The two men were bound for the Smolny Institute, once an educational institution for young women of the nobility, now the headquarters for the revolutionary Bolshevik party, the central hub from which their tentacles reached out into the city and from which they planned to execute their coup. It was a fitting transformation for this venerable old building, symbolic of the fate of Russia as a whole, for the old aristocratic and noble order was about to be obliterated in fire and blood and replaced with the first communist state the world had ever seen.

As historian Warren Carroll relates in “1917: Red Banners, White Mantle,” the two men successfully crossed the Neva River while a guard’s attention was diverted. But their next obstacle was not so easily overcome: Two guards on horseback halted the travelers and demanded to see their passes. They had no passes.
One of the two travelers, a young Finn named Eino Rahja, thinking quickly, pretended to be drunk. In the end, the guards decided they didn’t want to bother with scum like that, a pair of low-life drunkards, and they let them pass.

A Fanatic’s Insistence
The idea of the coup had been Lenin’s, though he didn’t personally play a role in it prior to that nighttime walk on Nov. 6. Aided by German logistics and funding—including a sealed train and money to organize his party and set up a press—Lenin had been sent back into Russia from exile earlier in 1917 in order to destabilize the country from the inside. This, the Germans hoped, would lead to Russia’s surrender, bringing Germany one step closer to final victory in “The Great War.”
From his hiding place in an agronomy student’s apartment, Lenin wrote an article on how to conduct a revolution. Carroll quotes a key line from it: “The success of both the Russian and the world revolution depends upon two or three days of struggle.” Those days were coming.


= EXERCISE AIM =
Take the entries below and give them back exactly. Leave out nothing.

══════════════════════════════

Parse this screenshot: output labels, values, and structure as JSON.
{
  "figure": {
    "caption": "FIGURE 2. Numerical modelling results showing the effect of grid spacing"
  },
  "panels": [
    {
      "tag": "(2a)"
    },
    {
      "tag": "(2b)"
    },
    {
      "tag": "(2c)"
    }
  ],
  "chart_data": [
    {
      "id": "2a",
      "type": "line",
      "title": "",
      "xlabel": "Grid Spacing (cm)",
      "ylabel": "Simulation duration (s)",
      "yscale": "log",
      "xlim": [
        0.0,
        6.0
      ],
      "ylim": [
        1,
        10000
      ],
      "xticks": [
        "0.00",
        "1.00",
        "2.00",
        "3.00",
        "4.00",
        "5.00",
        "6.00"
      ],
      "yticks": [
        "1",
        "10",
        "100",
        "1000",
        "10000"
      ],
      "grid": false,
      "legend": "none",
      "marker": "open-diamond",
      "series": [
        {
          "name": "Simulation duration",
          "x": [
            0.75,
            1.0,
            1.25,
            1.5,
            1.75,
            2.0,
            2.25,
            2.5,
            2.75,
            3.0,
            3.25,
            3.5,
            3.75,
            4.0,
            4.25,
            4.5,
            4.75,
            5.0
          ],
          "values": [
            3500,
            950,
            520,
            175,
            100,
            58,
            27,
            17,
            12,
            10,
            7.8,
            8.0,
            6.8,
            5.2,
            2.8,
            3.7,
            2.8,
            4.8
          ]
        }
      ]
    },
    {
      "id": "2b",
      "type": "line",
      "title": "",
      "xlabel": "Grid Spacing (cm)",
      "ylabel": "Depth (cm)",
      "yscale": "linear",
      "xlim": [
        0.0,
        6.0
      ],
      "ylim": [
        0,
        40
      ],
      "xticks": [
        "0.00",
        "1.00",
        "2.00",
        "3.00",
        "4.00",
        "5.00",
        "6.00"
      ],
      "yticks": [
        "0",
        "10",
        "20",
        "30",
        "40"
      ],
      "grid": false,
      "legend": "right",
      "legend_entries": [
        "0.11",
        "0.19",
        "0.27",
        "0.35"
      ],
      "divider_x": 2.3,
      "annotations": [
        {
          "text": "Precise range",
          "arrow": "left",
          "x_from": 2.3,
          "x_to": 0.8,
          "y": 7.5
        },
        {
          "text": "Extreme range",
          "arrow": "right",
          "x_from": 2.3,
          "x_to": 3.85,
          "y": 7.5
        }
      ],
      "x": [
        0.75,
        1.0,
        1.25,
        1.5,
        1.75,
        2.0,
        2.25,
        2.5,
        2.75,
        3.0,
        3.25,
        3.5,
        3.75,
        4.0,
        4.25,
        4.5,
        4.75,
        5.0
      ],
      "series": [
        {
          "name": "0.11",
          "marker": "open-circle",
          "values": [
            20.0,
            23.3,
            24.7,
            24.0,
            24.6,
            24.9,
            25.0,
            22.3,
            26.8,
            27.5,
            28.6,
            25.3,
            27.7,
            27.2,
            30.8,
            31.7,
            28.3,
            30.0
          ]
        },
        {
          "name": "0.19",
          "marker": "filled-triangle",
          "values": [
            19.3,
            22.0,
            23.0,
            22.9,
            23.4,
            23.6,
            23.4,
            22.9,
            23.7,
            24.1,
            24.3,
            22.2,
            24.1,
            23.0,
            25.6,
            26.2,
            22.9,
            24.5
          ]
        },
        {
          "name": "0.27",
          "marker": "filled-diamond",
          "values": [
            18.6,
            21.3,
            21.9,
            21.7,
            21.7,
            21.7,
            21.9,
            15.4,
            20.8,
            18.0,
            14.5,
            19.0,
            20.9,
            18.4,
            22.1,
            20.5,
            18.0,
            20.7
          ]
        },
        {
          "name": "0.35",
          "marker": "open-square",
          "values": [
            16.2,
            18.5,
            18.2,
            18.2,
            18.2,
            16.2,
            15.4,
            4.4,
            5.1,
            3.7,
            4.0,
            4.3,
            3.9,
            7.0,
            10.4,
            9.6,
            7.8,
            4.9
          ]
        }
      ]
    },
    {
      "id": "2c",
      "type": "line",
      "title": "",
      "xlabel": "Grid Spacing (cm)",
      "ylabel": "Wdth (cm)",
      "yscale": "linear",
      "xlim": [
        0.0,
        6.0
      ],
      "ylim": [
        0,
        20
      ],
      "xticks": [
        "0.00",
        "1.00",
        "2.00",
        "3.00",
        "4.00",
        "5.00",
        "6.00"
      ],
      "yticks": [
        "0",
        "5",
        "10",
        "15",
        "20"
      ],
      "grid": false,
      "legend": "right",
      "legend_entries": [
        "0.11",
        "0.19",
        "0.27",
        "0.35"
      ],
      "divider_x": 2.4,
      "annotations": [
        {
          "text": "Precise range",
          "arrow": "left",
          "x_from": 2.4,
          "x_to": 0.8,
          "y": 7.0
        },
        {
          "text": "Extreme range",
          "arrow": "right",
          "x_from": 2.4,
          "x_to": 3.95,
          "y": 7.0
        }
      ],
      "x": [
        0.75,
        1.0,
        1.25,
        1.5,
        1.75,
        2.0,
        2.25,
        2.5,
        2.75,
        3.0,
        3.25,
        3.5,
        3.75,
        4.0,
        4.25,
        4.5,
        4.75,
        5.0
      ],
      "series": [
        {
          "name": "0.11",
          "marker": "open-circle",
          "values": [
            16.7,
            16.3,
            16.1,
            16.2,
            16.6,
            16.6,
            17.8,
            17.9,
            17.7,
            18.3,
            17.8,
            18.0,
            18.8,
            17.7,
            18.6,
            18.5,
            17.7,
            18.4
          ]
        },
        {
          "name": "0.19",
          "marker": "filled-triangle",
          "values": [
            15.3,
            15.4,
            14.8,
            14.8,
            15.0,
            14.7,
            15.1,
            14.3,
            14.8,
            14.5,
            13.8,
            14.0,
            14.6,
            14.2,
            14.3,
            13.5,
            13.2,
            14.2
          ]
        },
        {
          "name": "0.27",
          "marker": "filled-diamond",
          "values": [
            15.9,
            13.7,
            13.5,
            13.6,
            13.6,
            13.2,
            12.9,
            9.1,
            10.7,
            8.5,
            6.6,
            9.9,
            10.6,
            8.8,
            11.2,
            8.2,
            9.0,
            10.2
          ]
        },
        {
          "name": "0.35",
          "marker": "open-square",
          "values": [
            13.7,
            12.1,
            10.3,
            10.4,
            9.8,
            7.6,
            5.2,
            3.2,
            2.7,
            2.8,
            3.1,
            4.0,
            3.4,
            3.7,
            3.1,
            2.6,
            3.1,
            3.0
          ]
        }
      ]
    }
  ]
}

══════════════════════════════

= SOLVED PROBLEM =
Parse this screenshot: output labels, values, and structure as JSON.
{
  "figure": {
    "caption": "FIGURE 2. Numerical modelling results showing the effect of grid spacing"
  },
  "panels": [
    {
      "tag": "(2a)"
    },
    {
      "tag": "(2b)"
    },
    {
      "tag": "(2c)"
    }
  ],
  "chart_data": [
    {
      "id": "2a",
      "type": "line",
      "title": "",
      "xlabel": "Grid Spacing (cm)",
      "ylabel": "Simulation duration (s)",
      "yscale": "log",
      "xlim": [
        0.0,
        6.0
      ],
      "ylim": [
        1,
        10000
      ],
      "xticks": [
        "0.00",
        "1.00",
        "2.00",
        "3.00",
        "4.00",
        "5.00",
        "6.00"
      ],
      "yticks": [
        "1",
        "10",
        "100",
        "1000",
        "10000"
      ],
      "grid": false,
      "legend": "none",
      "marker": "open-diamond",
      "series": [
        {
          "name": "Simulation duration",
          "x": [
            0.75,
            1.0,
            1.25,
            1.5,
            1.75,
            2.0,
            2.25,
            2.5,
            2.75,
            3.0,
            3.25,
            3.5,
            3.75,
            4.0,
            4.25,
            4.5,
            4.75,
            5.0
          ],
          "values": [
            3500,
            950,
            520,
            175,
            100,
            58,
            27,
            17,
            12,
            10,
            7.8,
            8.0,
            6.8,
            5.2,
            2.8,
            3.7,
            2.8,
            4.8
          ]
        }
      ]
    },
    {
      "id": "2b",
      "type": "line",
      "title": "",
      "xlabel": "Grid Spacing (cm)",
      "ylabel": "Depth (cm)",
      "yscale": "linear",
      "xlim": [
        0.0,
        6.0
      ],
      "ylim": [
        0,
        40
      ],
      "xticks": [
        "0.00",
        "1.00",
        "2.00",
        "3.00",
        "4.00",
        "5.00",
        "6.00"
      ],
      "yticks": [
        "0",
        "10",
        "20",
        "30",
        "40"
      ],
      "grid": false,
      "legend": "right",
      "legend_entries": [
        "0.11",
        "0.19",
        "0.27",
        "0.35"
      ],
      "divider_x": 2.3,
      "annotations": [
        {
          "text": "Precise range",
          "arrow": "left",
          "x_from": 2.3,
          "x_to": 0.8,
          "y": 7.5
        },
        {
          "text": "Extreme range",
          "arrow": "right",
          "x_from": 2.3,
          "x_to": 3.85,
          "y": 7.5
        }
      ],
      "x": [
        0.75,
        1.0,
        1.25,
        1.5,
        1.75,
        2.0,
        2.25,
        2.5,
        2.75,
        3.0,
        3.25,
        3.5,
        3.75,
        4.0,
        4.25,
        4.5,
        4.75,
        5.0
      ],
      "series": [
        {
          "name": "0.11",
          "marker": "open-circle",
          "values": [
            20.0,
            23.3,
            24.7,
            24.0,
            24.6,
            24.9,
            25.0,
            22.3,
            26.8,
            27.5,
            28.6,
            25.3,
            27.7,
            27.2,
            30.8,
            31.7,
            28.3,
            30.0
          ]
        },
        {
          "name": "0.19",
          "marker": "filled-triangle",
          "values": [
            19.3,
            22.0,
            23.0,
            22.9,
            23.4,
            23.6,
            23.4,
            22.9,
            23.7,
            24.1,
            24.3,
            22.2,
            24.1,
            23.0,
            25.6,
            26.2,
            22.9,
            24.5
          ]
        },
        {
          "name": "0.27",
          "marker": "filled-diamond",
          "values": [
            18.6,
            21.3,
            21.9,
            21.7,
            21.7,
            21.7,
            21.9,
            15.4,
            20.8,
            18.0,
            14.5,
            19.0,
            20.9,
            18.4,
            22.1,
            20.5,
            18.0,
            20.7
          ]
        },
        {
          "name": "0.35",
          "marker": "open-square",
          "values": [
            16.2,
            18.5,
            18.2,
            18.2,
            18.2,
            16.2,
            15.4,
            4.4,
            5.1,
            3.7,
            4.0,
            4.3,
            3.9,
            7.0,
            10.4,
            9.6,
            7.8,
            4.9
          ]
        }
      ]
    },
    {
      "id": "2c",
      "type": "line",
      "title": "",
      "xlabel": "Grid Spacing (cm)",
      "ylabel": "Wdth (cm)",
      "yscale": "linear",
      "xlim": [
        0.0,
        6.0
      ],
      "ylim": [
        0,
        20
      ],
      "xticks": [
        "0.00",
        "1.00",
        "2.00",
        "3.00",
        "4.00",
        "5.00",
        "6.00"
      ],
      "yticks": [
        "0",
        "5",
        "10",
        "15",
        "20"
      ],
      "grid": false,
      "legend": "right",
      "legend_entries": [
        "0.11",
        "0.19",
        "0.27",
        "0.35"
      ],
      "divider_x": 2.4,
      "annotations": [
        {
          "text": "Precise range",
          "arrow": "left",
          "x_from": 2.4,
          "x_to": 0.8,
          "y": 7.0
        },
        {
          "text": "Extreme range",
          "arrow": "right",
          "x_from": 2.4,
          "x_to": 3.95,
          "y": 7.0
        }
      ],
      "x": [
        0.75,
        1.0,
        1.25,
        1.5,
        1.75,
        2.0,
        2.25,
        2.5,
        2.75,
        3.0,
        3.25,
        3.5,
        3.75,
        4.0,
        4.25,
        4.5,
        4.75,
        5.0
      ],
      "series": [
        {
          "name": "0.11",
          "marker": "open-circle",
          "values": [
            16.7,
            16.3,
            16.1,
            16.2,
            16.6,
            16.6,
            17.8,
            17.9,
            17.7,
            18.3,
            17.8,
            18.0,
            18.8,
            17.7,
            18.6,
            18.5,
            17.7,
            18.4
          ]
        },
        {
          "name": "0.19",
          "marker": "filled-triangle",
          "values": [
            15.3,
            15.4,
            14.8,
            14.8,
            15.0,
            14.7,
            15.1,
            14.3,
            14.8,
            14.5,
            13.8,
            14.0,
            14.6,
            14.2,
            14.3,
            13.5,
            13.2,
            14.2
          ]
        },
        {
          "name": "0.27",
          "marker": "filled-diamond",
          "values": [
            15.9,
            13.7,
            13.5,
            13.6,
            13.6,
            13.2,
            12.9,
            9.1,
            10.7,
            8.5,
            6.6,
            9.9,
            10.6,
            8.8,
            11.2,
            8.2,
            9.0,
            10.2
          ]
        },
        {
          "name": "0.35",
          "marker": "open-square",
          "values": [
            13.7,
            12.1,
            10.3,
            10.4,
            9.8,
            7.6,
            5.2,
            3.2,
            2.7,
            2.8,
            3.1,
            4.0,
            3.4,
            3.7,
            3.1,
            2.6,
            3.1,
            3.0
          ]
        }
      ]
    }
  ]
}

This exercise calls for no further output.